Fri 27 Sep 2013
Submitted by Mike Tooney
Author and editor Grant Overton (1887-1930) thought it something of an injustice that Melville Davisson Post (1869-1930) had not received due recognition for his short story writing skills.
In an article in The Bookman (June 1924), Overton sought to rectify that oversight.
Long-time mystery readers should readily recognize Post’s name in regard to his two most famous creations: the righteous Uncle Abner (a stern but wise judge of human fallibility) and the deplorable Randolph Mason (morally the polar opposite of both Abner and another lawyer who would bear the name of Mason, yet just as clever).
Overton spends a great deal of time discussing Post’s most famous short story, “The Doomdorf Mystery” (1918), his intention being to show how Post took the mystery tale and refined it into something more meaningful than a mere conundrum (and, mirabile dictu, without giving away the full solution to the locked room problem).
While it would be best if you read Overton’s article yourself, here are a few statements that caught my attention:
“…there is a creed, cardinal with many if not most of the best living writers, which says that the best art springs from characterization and not from a series of organized incidents, the plot; which says, further, that if the characters of a story be chosen with care and presented with conviction, they will make all the plot that is necessary or desirable by their interaction on each other.”
“Mr. Post had, initially, two difficulties to overcome. The first was fiction’s rule of plausibility. The second was art’s demand for emotional significance, a more-than-meets-the-eye, a meaning.”
“In fiction, there is no plausibility of cause and effect outside human behavior. The implausible (because unmeaning) manner of Doomdorf’s death is superbly supported by two flanks, the behavior of the evangelist and the behavior of a terrified, superstitious, and altogether childlike woman.”
“In other particulars ‘The Doomdorf Mystery’ exemplifies the artistry of the author. If I have not emphasized them, it is because they are cunning of hand and brain, craftsmanship, things to be learned, technical excellences which embellish but do not disclose the secret of inspiring art. The story is compactly told; tension is established at once and is drawn more tightly with every sentence; and the element of drama is much enhanced by the forward movement.”
“The prose style, by its brevity and by a somewhat Biblical diction, does its part to induce in the reader a sense of impending justice, of a divine retribution upon the evildoer.”
“We commonly call one type of story a detective story simply because the solution of the mystery is assigned to some one person. He may be amateur or professional; from the standpoint of fictional plausibility he had, in most cases, better be a professional.”
“As a noticeable refinement upon this discovery Melville Davisson Post has invented the type of mystery or detective-mystery tale in which the mysteriousness and the solution are developed together. Not suitable for the novel, which must have action, this formula of Mr. Post’s is admirable for the short story, in which there is no room for a race with crime but only for a few moments of breathlessness before a denouement.”
Resources:
“Melville Davisson Post and the Use of Plot” (1924)
– Grant Overton (1887-1930)
– THE BOOKMAN
– June 1924
– Pages 423-430
– http://www.unz.org/Pub/Bookman-1924jun-00423
OUR SHORT STORY WRITERS (1920)
– Blanche Colton Williams
– Chapter XVII: “Melville Davisson Post”
– Pages 293-308
– SPOILER ALERTS
– http://www.unz.org/Pub/WilliamsBlanche-1920?View=ReadIt3
Wikipedia:
– “Melville Davisson Post”
– http://en.wikipedia.org/wiki/Melville_Davisson_Post
A Randolph Mason story:
– “The Corpus Delicti”
– http://www.unz.org/Pub/HawthorneJulian-1909v08-00065
September 27th, 2013 at 11:25 pm
I just reread “The Doomdorf Mystery” and it certainly is a good example of the classic locked room mystery.
But due to the very short length of the story, there really is not much room for characterization and thus the emphasis has to be on plot and the mystery. If the story had been a long novelet or a novel then characterization could be developed and explored.
I’m not saying that it is impossible to have characterization in a short story of 2500 words, but in the mystery and detective genre, the emphasis almost always is on the plot elements and the mystery.
September 28th, 2013 at 10:37 am
It’s been a long time since I read any of them, but I think that Post’s Uncle Abner stories are among the best there are in crime and mystery fiction. Even though they are short stories, the character of Uncle Abner is clear and distinctive. Perhaps not in individual stories read in widely separated time intervals, but the cumulative effect is second to none.
Hopefully someone who has read the stories more recently than I can address this issue better than I.
October 2nd, 2013 at 7:14 pm
The Uncle Abner stories are certainly his best. but there is much to recommend his other series, especially the Randolph Mason stories. I know I enjoyed the Sir Henry Marquis, Monsieur Jonquil, and Walker of the Secret Service tales as well.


Task brief:
Copy all lines in the data that contain the string "Return".

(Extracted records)
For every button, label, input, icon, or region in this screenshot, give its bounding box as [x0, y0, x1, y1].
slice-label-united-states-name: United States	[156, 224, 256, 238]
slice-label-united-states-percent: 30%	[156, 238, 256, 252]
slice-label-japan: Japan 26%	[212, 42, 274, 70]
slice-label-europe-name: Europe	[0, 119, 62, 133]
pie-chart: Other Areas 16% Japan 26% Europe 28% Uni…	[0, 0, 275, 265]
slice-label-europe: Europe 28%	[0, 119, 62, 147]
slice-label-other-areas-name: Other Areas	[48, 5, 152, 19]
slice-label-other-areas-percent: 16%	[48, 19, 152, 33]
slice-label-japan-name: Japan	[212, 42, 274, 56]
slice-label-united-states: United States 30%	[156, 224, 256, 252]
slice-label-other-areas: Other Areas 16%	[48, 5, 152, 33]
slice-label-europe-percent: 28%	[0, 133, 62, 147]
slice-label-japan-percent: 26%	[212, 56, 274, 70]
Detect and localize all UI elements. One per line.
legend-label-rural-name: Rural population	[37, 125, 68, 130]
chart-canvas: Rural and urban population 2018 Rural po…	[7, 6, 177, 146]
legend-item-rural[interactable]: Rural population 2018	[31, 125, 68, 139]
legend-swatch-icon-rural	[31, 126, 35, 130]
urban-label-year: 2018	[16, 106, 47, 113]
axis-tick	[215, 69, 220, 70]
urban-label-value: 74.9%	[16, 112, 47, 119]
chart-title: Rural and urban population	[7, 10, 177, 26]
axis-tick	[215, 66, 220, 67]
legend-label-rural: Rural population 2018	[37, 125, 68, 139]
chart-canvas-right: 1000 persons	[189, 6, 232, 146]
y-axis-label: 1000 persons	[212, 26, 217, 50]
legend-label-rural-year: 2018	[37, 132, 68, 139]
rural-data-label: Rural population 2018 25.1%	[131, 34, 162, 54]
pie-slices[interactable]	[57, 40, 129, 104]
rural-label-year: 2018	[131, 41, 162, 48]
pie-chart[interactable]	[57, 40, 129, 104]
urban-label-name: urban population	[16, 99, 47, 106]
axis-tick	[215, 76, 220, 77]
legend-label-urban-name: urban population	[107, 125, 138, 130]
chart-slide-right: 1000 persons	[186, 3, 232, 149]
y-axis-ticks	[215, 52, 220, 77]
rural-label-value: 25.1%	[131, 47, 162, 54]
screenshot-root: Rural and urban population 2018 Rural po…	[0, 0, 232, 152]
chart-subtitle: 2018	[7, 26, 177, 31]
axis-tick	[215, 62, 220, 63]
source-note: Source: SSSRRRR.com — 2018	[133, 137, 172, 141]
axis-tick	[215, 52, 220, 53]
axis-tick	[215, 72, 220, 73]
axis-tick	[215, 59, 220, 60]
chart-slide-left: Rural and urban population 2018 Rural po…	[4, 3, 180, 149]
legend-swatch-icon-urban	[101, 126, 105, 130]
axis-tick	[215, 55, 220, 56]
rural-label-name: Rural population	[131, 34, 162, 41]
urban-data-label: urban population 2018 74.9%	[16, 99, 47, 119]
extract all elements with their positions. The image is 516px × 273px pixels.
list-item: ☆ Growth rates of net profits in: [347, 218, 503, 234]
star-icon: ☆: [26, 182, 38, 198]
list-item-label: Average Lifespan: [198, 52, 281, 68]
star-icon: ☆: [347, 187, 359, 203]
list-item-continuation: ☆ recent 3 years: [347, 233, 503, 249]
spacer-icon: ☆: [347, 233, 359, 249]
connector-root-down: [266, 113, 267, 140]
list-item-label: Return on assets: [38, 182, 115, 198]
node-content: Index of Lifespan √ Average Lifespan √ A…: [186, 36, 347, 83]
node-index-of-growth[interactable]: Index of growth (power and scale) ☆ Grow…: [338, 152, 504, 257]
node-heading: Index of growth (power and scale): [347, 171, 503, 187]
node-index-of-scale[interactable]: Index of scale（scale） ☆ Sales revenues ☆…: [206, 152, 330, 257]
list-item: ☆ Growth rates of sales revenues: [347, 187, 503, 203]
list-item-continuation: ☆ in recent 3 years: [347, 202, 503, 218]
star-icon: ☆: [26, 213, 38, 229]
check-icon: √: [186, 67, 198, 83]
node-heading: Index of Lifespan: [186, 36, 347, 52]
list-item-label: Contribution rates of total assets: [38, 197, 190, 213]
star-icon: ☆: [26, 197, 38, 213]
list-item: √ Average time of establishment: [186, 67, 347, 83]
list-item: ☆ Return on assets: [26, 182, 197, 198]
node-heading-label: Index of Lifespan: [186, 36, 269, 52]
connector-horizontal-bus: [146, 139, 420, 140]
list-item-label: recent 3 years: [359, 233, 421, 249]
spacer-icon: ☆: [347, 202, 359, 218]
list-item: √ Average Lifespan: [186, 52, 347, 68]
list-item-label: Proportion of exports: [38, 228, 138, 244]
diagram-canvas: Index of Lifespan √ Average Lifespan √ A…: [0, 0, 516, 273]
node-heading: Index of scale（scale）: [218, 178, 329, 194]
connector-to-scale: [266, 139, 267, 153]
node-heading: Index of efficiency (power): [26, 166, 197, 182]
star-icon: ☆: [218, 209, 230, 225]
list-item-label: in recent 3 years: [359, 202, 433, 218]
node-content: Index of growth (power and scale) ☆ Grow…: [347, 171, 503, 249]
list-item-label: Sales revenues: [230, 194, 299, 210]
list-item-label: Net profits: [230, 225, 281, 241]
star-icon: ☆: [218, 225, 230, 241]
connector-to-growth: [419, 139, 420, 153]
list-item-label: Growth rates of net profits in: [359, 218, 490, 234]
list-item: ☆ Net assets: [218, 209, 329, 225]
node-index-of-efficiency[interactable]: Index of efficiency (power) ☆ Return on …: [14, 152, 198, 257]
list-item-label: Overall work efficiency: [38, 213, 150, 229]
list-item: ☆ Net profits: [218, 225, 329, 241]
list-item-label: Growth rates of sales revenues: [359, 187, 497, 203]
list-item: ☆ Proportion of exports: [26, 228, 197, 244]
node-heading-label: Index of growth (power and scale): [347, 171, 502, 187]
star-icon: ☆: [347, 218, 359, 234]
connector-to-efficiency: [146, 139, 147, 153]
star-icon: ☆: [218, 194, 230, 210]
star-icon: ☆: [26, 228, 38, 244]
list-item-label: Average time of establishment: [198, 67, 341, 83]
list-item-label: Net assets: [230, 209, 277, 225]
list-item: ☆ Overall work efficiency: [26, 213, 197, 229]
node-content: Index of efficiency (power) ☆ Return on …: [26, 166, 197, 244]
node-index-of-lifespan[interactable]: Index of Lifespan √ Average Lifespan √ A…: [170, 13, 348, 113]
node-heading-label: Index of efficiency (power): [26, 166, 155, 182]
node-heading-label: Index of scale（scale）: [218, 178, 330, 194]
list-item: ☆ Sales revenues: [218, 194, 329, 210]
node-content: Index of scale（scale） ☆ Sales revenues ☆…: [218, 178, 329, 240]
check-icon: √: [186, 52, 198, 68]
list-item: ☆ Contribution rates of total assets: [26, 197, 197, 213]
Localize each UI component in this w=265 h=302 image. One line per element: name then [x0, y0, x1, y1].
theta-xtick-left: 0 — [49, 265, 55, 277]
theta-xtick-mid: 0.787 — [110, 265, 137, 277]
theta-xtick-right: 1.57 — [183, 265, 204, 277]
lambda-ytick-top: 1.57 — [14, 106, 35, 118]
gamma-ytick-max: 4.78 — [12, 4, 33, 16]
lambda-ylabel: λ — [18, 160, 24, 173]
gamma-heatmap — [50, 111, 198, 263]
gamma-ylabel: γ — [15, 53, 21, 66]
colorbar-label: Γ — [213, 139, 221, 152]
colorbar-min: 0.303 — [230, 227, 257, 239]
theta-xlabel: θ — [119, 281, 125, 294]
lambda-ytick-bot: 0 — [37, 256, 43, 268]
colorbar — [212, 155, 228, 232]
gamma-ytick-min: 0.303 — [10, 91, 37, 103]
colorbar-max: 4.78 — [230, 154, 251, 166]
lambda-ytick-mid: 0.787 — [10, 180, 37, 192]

Finished exercise:
list-item-label: Return on assets: [38, 182, 115, 198]
list-item: ☆ Return on assets: [26, 182, 197, 198]
node-index-of-efficiency[interactable]: Index of efficiency (power) ☆ Return on …: [14, 152, 198, 257]
node-content: Index of efficiency (power) ☆ Return on …: [26, 166, 197, 244]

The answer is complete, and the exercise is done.